Open igor10k opened 10 years ago
Actually I do miss something. Those constants should be separated into two types: objects and properties. Objects like window
, console
, etc should stay with the old match
regexp
'(?<!\.|\$)\b(console|window...)\b(?!\$)';
and properties like log
, error
, top
, etc should go with the new one
'(?<=\.)\b(log|error|top|...)\b(?!\$)';
I'll look into it. I agree with what you're saying, something I've noticed as well but I just haven't gotten to it yet.
I started looking into this and I don't think I can use your suggestion as-is. For example, the window
object's properties should always be accessible without window.
in the browser, since the global this
is a window
. So requiring a .
before top
or name
or others is not ideal. I do think we should break things up into objects and properties where possible to have a better experience.
Until we have per-runtime (Browser, Node.js, Common.js, Rhino, ...) JavaScript grammars, it will be impossible to get everything right. Let me see what I can come up with.
Per-runtime grammars sounds like a bad idea since I don't see any way to automatically distinguish Browser and node.js code for example.
I agree. It's not ideal, I'm just saying that we're close to "anomalies" being because we have one syntax for all of JavaScript. Maybe we could do something like JSHint or emacs where you can throw a special comment in your file to "choose" browser vs. Node.js vs. ... Thoughts?
Project can contain thousands of JS files. Throwing a comment in each one of them doesn't sound like a solution. It's even easier then to use .tm_properties
and choose grammar there by path as usually nobody mixes up different runtime js within the same folder, but this still doesn't sound like a solution.
I'd say we either highlight browser's default globals everywhere or we highlight them only as a property of window
. I'd shoot with the latter as it's better to not have something highlighted than highlighting something that shouldn't be.
Even within the browser's js in cases like var location = ''
word location
should not be highlighted.
Well, you'd only need the comment when you open the file for editing so it's not like you'd have to go in and alter all files just because. That said, I do get your drift and I also think a .tm_properties
entry could be better. Still not ideal, I get it, so we'll keep thinking.
As for when we highlight browser global variables, we're already doing it everywhere and that's why you've filed the bug. The problem is for us to just not highlight it when it's not a reference to the variable is that we don't really parse JavaScript using a JavaScript parser. We use regex patterns, that's how TextMate works. So it's nearly impossible to go line-by-line and tell a token's context because matching is line by line. I could special case lines starting with var
but that wouldn't handle all cases.
Let me think a little more and if you have any suggestions, let me know.
I've noticed that that TM wrongly highlights some constants. That's how it currently looks
It should be vise versa,
var top
should not have highlight, butwindow.top
should.In short I think that
match
should look like thisAm I missing something?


ACTIVITY:
Where does "title" occur in the listing? Copy every line that holds it.

RECORD EXCERPTS:
*** Block opens ***
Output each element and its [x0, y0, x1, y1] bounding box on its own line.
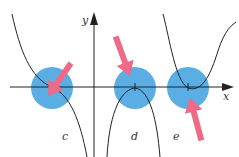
- diagram-canvas: y x c d e: [0, 0, 239, 157]
- y-axis-label: y: [81, 14, 89, 27]
- panel-label-e: e: [173, 130, 180, 143]
- x-axis-label: x: [223, 90, 230, 103]
- panel-label-c: c: [62, 130, 68, 143]
- y-axis-arrow-icon: [90, 12, 98, 25]
- stationary-points-diagram: y x c d e: [0, 0, 239, 157]
- panel-label-d: d: [131, 130, 138, 143]
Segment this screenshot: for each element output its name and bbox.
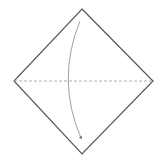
paper-square (14, 9, 153, 154)
origami-diagram (0, 0, 163, 161)
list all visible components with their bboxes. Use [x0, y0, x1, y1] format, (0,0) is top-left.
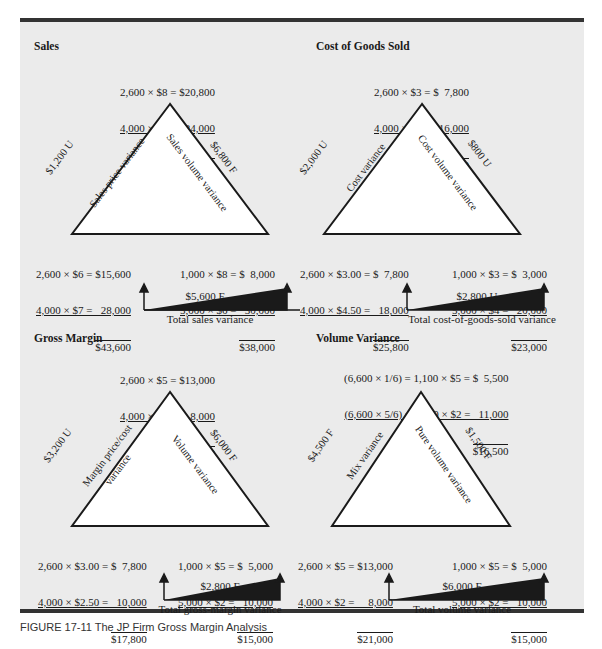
- calc-line: 4,000 × $2.50 = 10,000: [38, 596, 147, 608]
- variance-triangle: [70, 102, 270, 237]
- calc-total: $21,000: [298, 632, 393, 645]
- calc-line: 2,600 × $6 = $15,600: [36, 268, 131, 280]
- calc-line: 2,600 × $3.00 = $ 7,800: [300, 268, 409, 280]
- total-variance-value: $2,800 U: [407, 290, 547, 302]
- panel-volume-variance: Volume Variance (6,600 × 1/6) = 1,100 × …: [302, 314, 584, 604]
- total-variance-value: $2,800 F: [160, 580, 280, 592]
- figure-caption: FIGURE 17-11 The JP Firm Gross Margin An…: [20, 621, 267, 633]
- total-variance-value: $5,600 F: [140, 290, 270, 302]
- total-variance-label: Total gross-margin variance: [135, 603, 305, 615]
- panel-title: Gross Margin: [34, 332, 102, 344]
- calc-line: 1,000 × $8 = $ 8,000: [180, 268, 275, 280]
- calc-line: 1,000 × $5 = $ 5,000: [452, 560, 547, 572]
- calc-total: $15,000: [178, 632, 273, 645]
- calc-line: 2,600 × $5 = $13,000: [298, 560, 393, 572]
- panel-title: Cost of Goods Sold: [316, 40, 410, 52]
- calc-total: $15,000: [452, 632, 547, 645]
- left-amount: $3,200 U: [41, 427, 73, 465]
- calc-line: 2,600 × $5 = $13,000: [120, 374, 215, 386]
- panel-sales: Sales 2,600 × $8 = $20,800 4,000 × $6 = …: [20, 22, 302, 312]
- calc-line: 1,000 × $5 = $ 5,000: [178, 560, 273, 572]
- panel-gross-margin: Gross Margin 2,600 × $5 = $13,000 4,000 …: [20, 314, 302, 604]
- variance-triangle: [322, 102, 522, 237]
- calc-line: 2,600 × $3 = $ 7,800: [374, 86, 469, 98]
- calc-line: 2,600 × $8 = $20,800: [120, 86, 215, 98]
- figure-frame: Sales 2,600 × $8 = $20,800 4,000 × $6 = …: [20, 18, 584, 613]
- calc-total: $17,800: [38, 632, 147, 645]
- calc-line: 2,600 × $3.00 = $ 7,800: [38, 560, 147, 572]
- panel-cost-of-goods-sold: Cost of Goods Sold 2,600 × $3 = $ 7,800 …: [302, 22, 584, 312]
- calc-line: 1,000 × $3 = $ 3,000: [452, 268, 547, 280]
- panel-title: Sales: [34, 40, 59, 52]
- calc-line: (6,600 × 1/6) = 1,100 × $5 = $ 5,500: [344, 372, 508, 384]
- panel-title: Volume Variance: [316, 332, 400, 344]
- total-variance-label: Total volume variance: [382, 603, 542, 615]
- total-variance-value: $6,000 F: [402, 580, 522, 592]
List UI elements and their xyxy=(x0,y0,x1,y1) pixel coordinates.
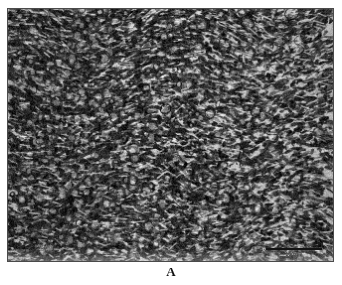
figure-panel: 100 µm A xyxy=(0,0,342,285)
panel-caption-label: A xyxy=(0,264,342,280)
micrograph-frame: 100 µm xyxy=(7,8,334,262)
micrograph-image xyxy=(8,9,333,261)
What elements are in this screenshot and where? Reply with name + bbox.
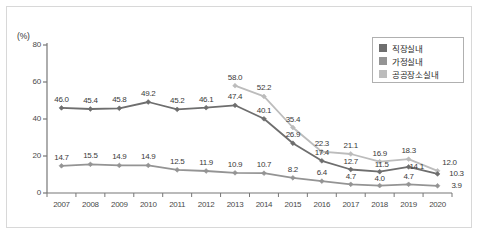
point-value-label: 35.4	[277, 115, 309, 124]
legend-swatch-icon-1	[379, 57, 387, 65]
point-value-label: 12.0	[434, 158, 466, 167]
point-value-label: 8.2	[277, 165, 309, 174]
point-value-label: 52.2	[248, 83, 280, 92]
data-point-marker	[406, 182, 411, 187]
legend-label-1: 가정실내	[392, 55, 423, 67]
point-value-label: 10.7	[248, 160, 280, 169]
chart-legend: 직장실내 가정실내 공공장소실내	[372, 37, 464, 83]
x-tick-label-2014: 2014	[248, 200, 280, 209]
data-point-marker	[262, 171, 267, 176]
data-point-marker	[204, 169, 209, 174]
data-point-marker	[233, 170, 238, 175]
data-point-marker	[233, 83, 238, 88]
point-value-label: 4.7	[393, 172, 425, 181]
point-value-label: 15.5	[74, 151, 106, 160]
point-value-label: 22.3	[306, 139, 338, 148]
x-tick-label-2009: 2009	[103, 200, 135, 209]
data-point-marker	[290, 175, 295, 180]
point-value-label: 6.4	[306, 168, 338, 177]
data-point-marker	[204, 105, 209, 110]
x-tick-label-2010: 2010	[132, 200, 164, 209]
point-value-label: 14.9	[103, 152, 135, 161]
legend-label-0: 직장실내	[392, 42, 423, 54]
point-value-label: 17.4	[306, 148, 338, 157]
point-value-label: 45.8	[103, 95, 135, 104]
point-value-label: 10.9	[219, 160, 251, 169]
data-point-marker	[117, 163, 122, 168]
data-point-marker	[348, 182, 353, 187]
point-value-label: 12.7	[335, 157, 367, 166]
x-tick-label-2018: 2018	[364, 200, 396, 209]
point-value-label: 3.9	[441, 181, 473, 190]
point-value-label: 47.4	[219, 92, 251, 101]
point-value-label: 10.3	[441, 169, 473, 178]
point-value-label: 46.0	[45, 95, 77, 104]
point-value-label: 40.1	[248, 106, 280, 115]
data-point-marker	[319, 179, 324, 184]
point-value-label: 45.2	[161, 96, 193, 105]
point-value-label: 14.1	[401, 162, 433, 171]
x-tick-label-2013: 2013	[219, 200, 251, 209]
data-point-marker	[175, 107, 180, 112]
point-value-label: 11.9	[190, 158, 222, 167]
point-value-label: 49.2	[132, 89, 164, 98]
point-value-label: 4.0	[364, 174, 396, 183]
point-value-label: 4.7	[335, 172, 367, 181]
y-tick-label-60: 60	[10, 77, 41, 86]
point-value-label: 46.1	[190, 95, 222, 104]
data-point-marker	[146, 163, 151, 168]
legend-label-2: 공공장소실내	[392, 68, 438, 80]
x-tick-label-2007: 2007	[45, 200, 77, 209]
data-point-marker	[406, 157, 411, 162]
x-tick-label-2011: 2011	[161, 200, 193, 209]
x-tick-label-2016: 2016	[306, 200, 338, 209]
chart-container: (%) 020406080 20072008200920102011201220…	[0, 0, 479, 242]
data-point-marker	[175, 167, 180, 172]
point-value-label: 16.9	[364, 149, 396, 158]
data-point-marker	[348, 167, 353, 172]
data-point-marker	[59, 163, 64, 168]
x-tick-label-2020: 2020	[422, 200, 454, 209]
point-value-label: 18.3	[393, 146, 425, 155]
legend-item-0[interactable]: 직장실내	[379, 42, 458, 54]
point-value-label: 45.4	[74, 96, 106, 105]
data-point-marker	[59, 106, 64, 111]
point-value-label: 26.9	[277, 130, 309, 139]
data-point-marker	[377, 183, 382, 188]
y-tick-label-20: 20	[10, 151, 41, 160]
legend-item-1[interactable]: 가정실내	[379, 55, 458, 67]
data-point-marker	[88, 162, 93, 167]
legend-swatch-icon-0	[379, 44, 387, 52]
data-point-marker	[435, 172, 440, 177]
y-tick-label-40: 40	[10, 114, 41, 123]
x-tick-label-2015: 2015	[277, 200, 309, 209]
point-value-label: 14.7	[45, 153, 77, 162]
data-point-marker	[117, 106, 122, 111]
x-tick-label-2008: 2008	[74, 200, 106, 209]
data-point-marker	[88, 107, 93, 112]
x-tick-label-2017: 2017	[335, 200, 367, 209]
point-value-label: 14.9	[132, 152, 164, 161]
point-value-label: 21.1	[335, 141, 367, 150]
point-value-label: 12.5	[161, 157, 193, 166]
legend-swatch-icon-2	[379, 70, 387, 78]
y-tick-label-0: 0	[10, 188, 41, 197]
data-point-marker	[435, 183, 440, 188]
legend-item-2[interactable]: 공공장소실내	[379, 68, 458, 80]
x-tick-label-2019: 2019	[393, 200, 425, 209]
point-value-label: 58.0	[219, 73, 251, 82]
x-tick-label-2012: 2012	[190, 200, 222, 209]
point-value-label: 11.5	[366, 160, 398, 169]
y-tick-label-80: 80	[10, 40, 41, 49]
data-point-marker	[146, 100, 151, 105]
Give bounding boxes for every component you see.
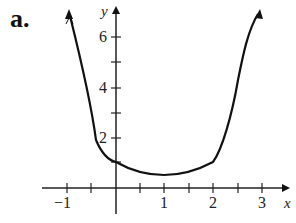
left-arrowhead-icon	[65, 9, 73, 19]
x-tick-label: 1	[160, 194, 168, 211]
x-tick-label: −1	[54, 194, 71, 211]
x-axis-label: x	[283, 195, 291, 211]
x-tick-label: 2	[209, 194, 217, 211]
y-tick-label: 4	[99, 79, 107, 96]
x-tick-label: 3	[258, 194, 266, 211]
chart-plot: −1 1 2 3 2 4 6 x y	[0, 0, 296, 223]
y-tick-label: 2	[99, 129, 107, 146]
y-axis-label: y	[99, 3, 108, 19]
y-tick-label: 6	[99, 28, 107, 45]
right-arrowhead-icon	[255, 9, 263, 19]
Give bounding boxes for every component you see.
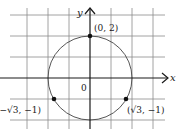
point-right [124,97,129,102]
origin-label: 0 [81,83,87,93]
point-right-label: (√3, −1) [127,105,164,115]
y-axis-label: y [76,7,83,18]
point-left-label: (−√3, −1) [0,105,41,115]
point-top-label: (0, 2) [94,23,118,33]
point-top [88,34,93,39]
coordinate-plane-figure: x y 0 (0, 2) (√3, −1) (−√3, −1) [0,0,177,129]
x-axis [0,73,168,83]
point-left [52,97,57,102]
x-axis-label: x [170,72,176,83]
*** Block closes ***
WRITTEN REPLY:
- panel-title: Gross Margin: [34, 332, 102, 344]
- panel-title: Cost of Goods Sold: [316, 40, 410, 52]
- panel-title: Sales: [34, 40, 59, 52]
- panel-title: Volume Variance: [316, 332, 400, 344]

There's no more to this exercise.